Radio ga-ga

Oct 02, 2002 22:27

We didn't really need Todd Spencer's Salon article, or this more disturbing article, to tell us that between Clear Channel and the fact that Staind passes for rock-n'roll these days, commercial radio is just plain evil.
College radio, though, still puts that warm feeling in my heart. I've programmed my clock radio to WECS, Eastern Conn. State's station.
I like that, promptly at 9:00 am, the feed from Morning Edition cuts out (frequently in mid-sentence), and we're left with about 5 minutes of dead air before the first local DJ comes on (again, frequently in mid-sentence).
I also like that, in addition to technical incompetence, the DJ's seem to have trouble mastering the complexities of spoken language. I like it that when the DJ stops the music, presumably to back-announce, he actually ends up saying, "uhhhhhhhhh.... WECS .... uhhh," laughs the stupid "huh huh huh" laugh of the perpetually stoned, and then puts on another record. I lie there and happily daydream about how the station director does his job: does he go down to the police station and bail somebody out of the drunk tank in order to take the morning shift? Or maybe Ernie, the narcoleptic janitor, sometimes notices the control booth is unstaffed, and makes heroic attempts to keep the station afloat despite his affliction.
But, what I like best of all, is the completely baffling music programming. It's kind of like they stocked their playlist from the punchout bin at Wal Mart. An actual sampling of the morning's aural pleasures:
  • A sequence of poorly mixed dance tracks
  • A Michelle Branch single
  • Morning DJ chatter: actual, unfeigned excitement about the upcoming season premiere of Friends.
  • Something or other from a Tool album
  • A plunky singing-cowboy-style public service announcement from the USDA: "Didja hear what Smoky said..."
  • Something from the Goldmember soundtrack. The DJ thought the part where Mike Meyers says "put that in you blunt and smoke it .... I just said blunt" was so hysterical that we got to hear it at least five times over.
  • The University of Wisconsin Marching Band performing "Louie Louie" (badly).
  • Several fragments of obscure, but fairly bland, Urbanalia

UPDATE
October 4th, 2002
I think part of the purpose of college radio is to make you believe that, given the chance, you could do it better than they could. "It's better than clearchannel, but if I were in charge . . ."
--pendulous
See, that's just the thing. College radio is designed to make people like me think that they're the real pop culture hipsters, because whoever programs these things clearly aren't.
If I had my own college radio show--probably in the 4-6 am time slot--I think I'd play "At the Hop" by Danny and the Juniors. I would just play this song over and over, but pretend that I was playing different songs every time, like this:
"90.1 WECS, hey out there everybody in radio land! This is your UberMaus-in-the-Mornin' spinnin' phat stax o' wax here on your Tuesday morning, yeah. That was 'At the Hop.' Now we're going to kick it up a notch, so jump in the way-back machine and get a load of Danny and the Juniors' 1958 classic, 'At the Hop.'"
Of course, no sane person could stand this abuse for more than five minutes or so, which would only prove what a subversive radio bad-ass the UberMaus would be. Hypothetically speaking.
As a side note, to anyone that thinks today's radio is plumbing ever more deeply the wells of popular inanity, I submit to you the lyrics of this classic song, #1 on the charts for seven weeks in 1958:
At the Hop
Bah-bah-bah-bah, bah-bah-bah-bah
Bah-bah-bah-bah. bah-bah-bah-bah, at the hop!

Well, you can rock it you can roll it
You can stop and you can stroll it at the hop
When the record starts spinnin'
You *calypso* when you chicken at the hop
Do the dance sensation that is sweepin' the nation at the hop

Ah, let's go to the hop
Let's go to the hop, (oh baby)
Let's go to the hop, (oh baby)
Let's go to the hop
Come on, let's go to the hop

Well, you can swing it you can groove it
You can really start to move it at the hop
Where the jockey is the smoothest
And the music is the coolest at the hop
All the cats and chicks can get their kicks at the hop
Let's go!

Let's go to the hop
Let's go to the hop, (oh baby)
Let's go to the hop, (oh baby)
Let's go to the hop
Come on, let's go to the hop
Let's go!

Well, you can rock it you can roll it
You can stop and you can stroll it at the hop
When the record starts spinnin'
You *calypso* when you chicken at the hop
Do the dance sensation that is sweepin' the nation at the hop

You can swing it you can groove it
You can really start to move it at the hop
Where the jockey is the smoothest
And the music is the coolest at the hop.
All the cats and chicks can get their kicks at the hop.
Let's go!

Let's go to the hop
Let's go to the hop, (oh baby)
Let's go to the hop, (oh baby)
Let's go to the hop
Come on, let's go to the hop

Bah-bah-bah-bah, bah-bah-bah-bah
Bah-bah-bah-bah. bah-bah-bah-bah, at the hop!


# How to complete this task
Look below for the line containing "search the screen" and the line containing "Where is 'lantern'?", then set down both and every line between them exactly, without pictures.

::: Available data

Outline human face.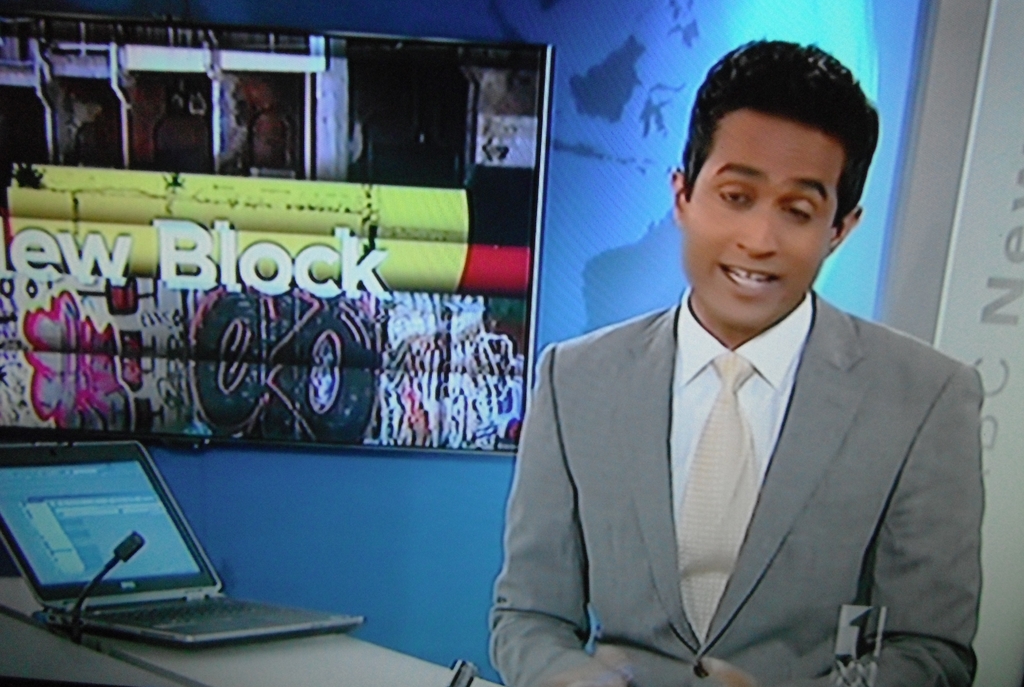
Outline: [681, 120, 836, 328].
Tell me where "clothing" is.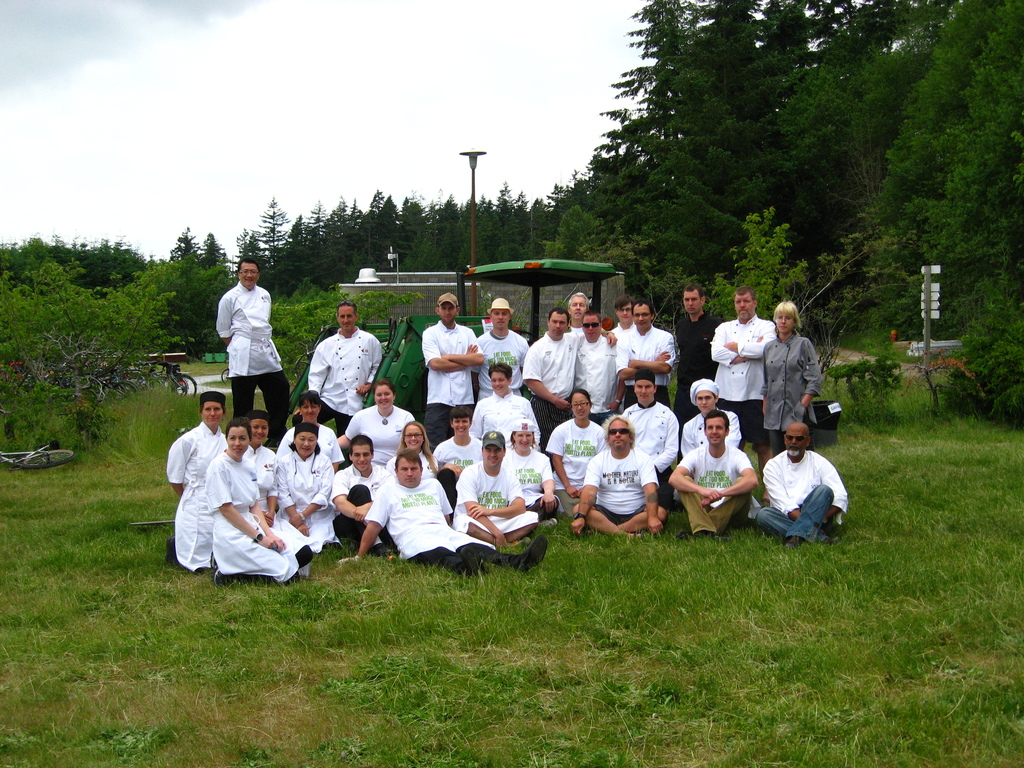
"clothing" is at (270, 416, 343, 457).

::::::
::: Available data

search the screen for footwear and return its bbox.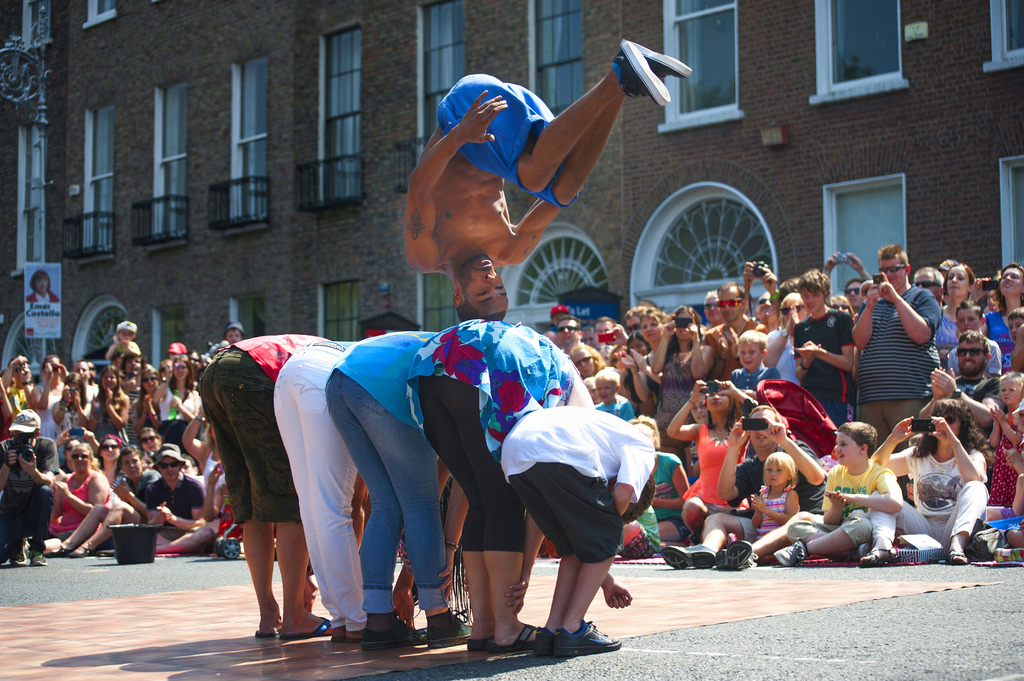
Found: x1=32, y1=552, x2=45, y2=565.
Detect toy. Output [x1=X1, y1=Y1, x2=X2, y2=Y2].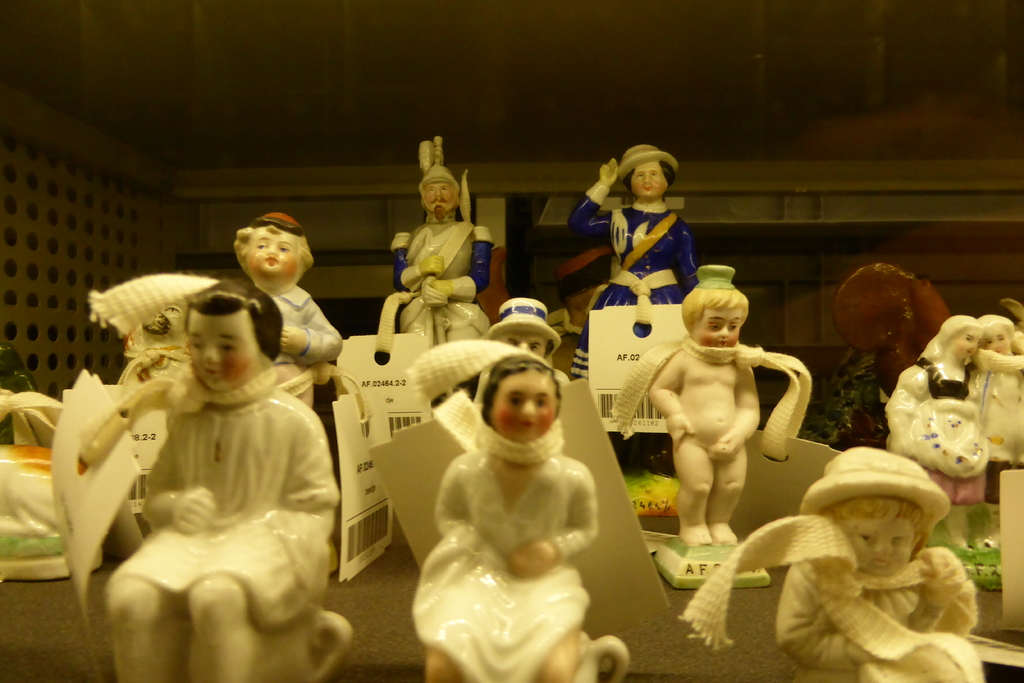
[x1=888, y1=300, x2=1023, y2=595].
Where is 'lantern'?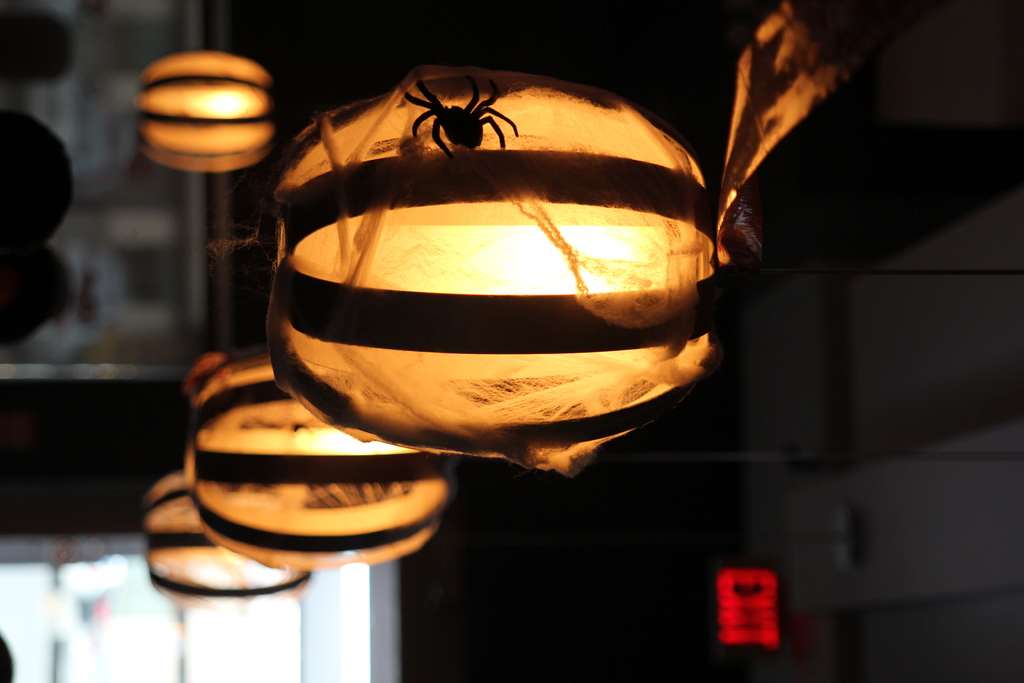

::::::

# Result of this task
search the screen for footwear and return its bbox.
Found: x1=32, y1=552, x2=45, y2=565.
Detect toy. Output [x1=X1, y1=Y1, x2=X2, y2=Y2].
[x1=888, y1=300, x2=1023, y2=595].
Where is 'lantern'?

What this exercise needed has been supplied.